Postdoctoral Fellow in Political History, austin.stewart@missouri.edu
Austin Stewart holds a B.A. and M.A. in History from Cleveland State University and a Ph.D. in Early American History from Lehigh University. He previously served as a Visiting Professor of History and Native American Studies at Northland College in Wisconsin during the 2022-2023 academic year. His teaching interests center on courses in the history of the Atlantic World, Native history, the Revolutionary Era, the Early Republic, and the nineteenth-century American West. Austin’s current research focuses on Native migrations, territoriality, and settler colonialism in the early nineteenth-century West. He is interested in comparative legalities and constructions of property, sovereignty, and identity in the eighteenth- and nineteenth-century Americas. He joins the Kinder Institute as a Postdoctoral Fellow in Political History.

 

Tara Ginnane

Postdoctoral Fellow in Political Thought & Constitutionalism, tginnane@missouri.edu
Tara Ginnane works in constitutional theory, political theory, and comparative constitutionalism. She received a BA from the University of Oxford, an LLM from the University of Chicago, a PhD from the University of Texas at Austin, and a certificate in French and European law from the University of Paris (Panthéon-Assas). 

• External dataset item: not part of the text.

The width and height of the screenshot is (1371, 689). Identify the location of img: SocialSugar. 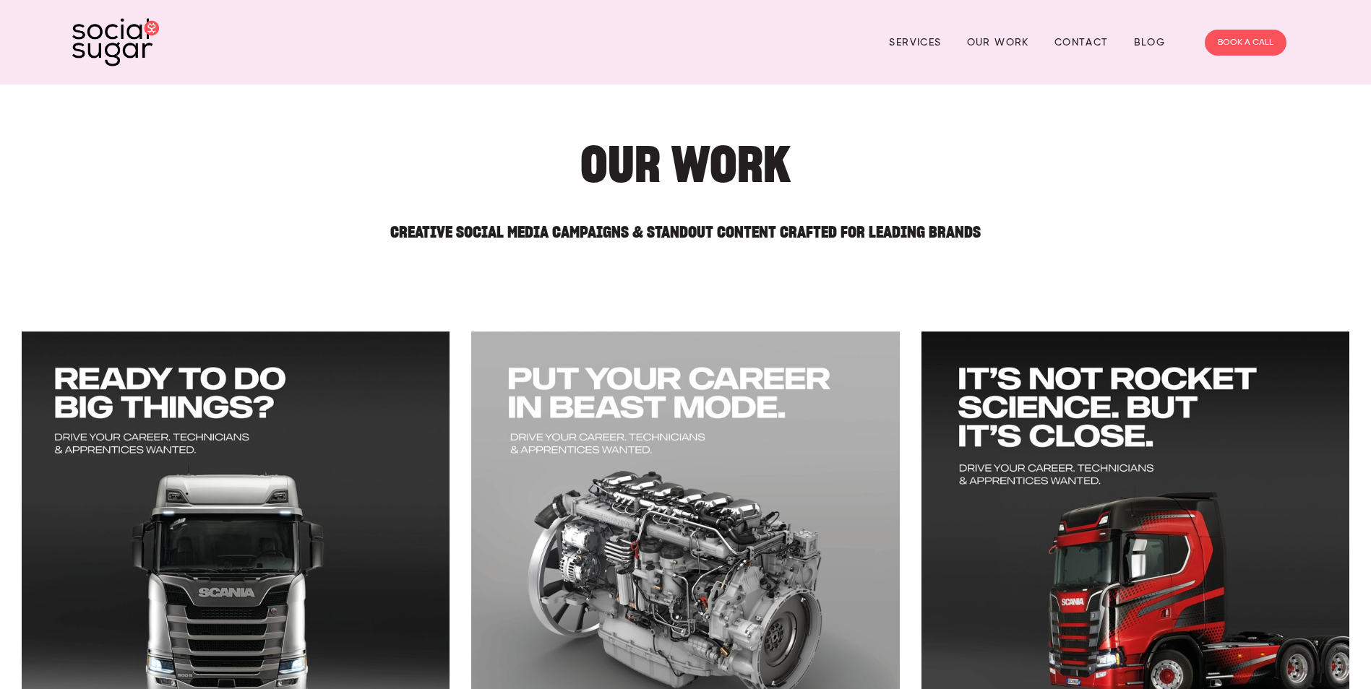
(116, 42).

Tara’s political theory research focuses on how transnational political participation affects the spatiality of democracy. She is also interested in how territory matters to political community. Her dissertation, “The National Membership Politics of External Voting,” proposes normative guidelines for external voting policies based on an original comparative empirical study of their relationship to national membership. Tara’s constitutional theory research focuses on the normative logics of constitutional structures and has been published in Polity.  

Ferris Lupino

Postdoctoral Fellow in Political Thought & Constitutionalism, falgk6@missouri.edu
Ferris Lupino holds a B.A. in Political Science from the University of Washington and an M.A. and Ph.D. in Political Science from Brown University. His manuscript project, American Stasis: Conflict, Order, and Leadership in Black Political Thought looks to the canon of black political thought to find ways of rethinking democratic politics and conflict and outlines how post-civil rights thinkers’ uses of classical materials provide alternatives to the assimilationist and separatist paradigms in US racial politics. From 2020-2021, he taught as a Lecturer at Seattle University. He joins the Kinder Institute as a Postdoctoral Fellow in American Political Thought and Constitutionalism.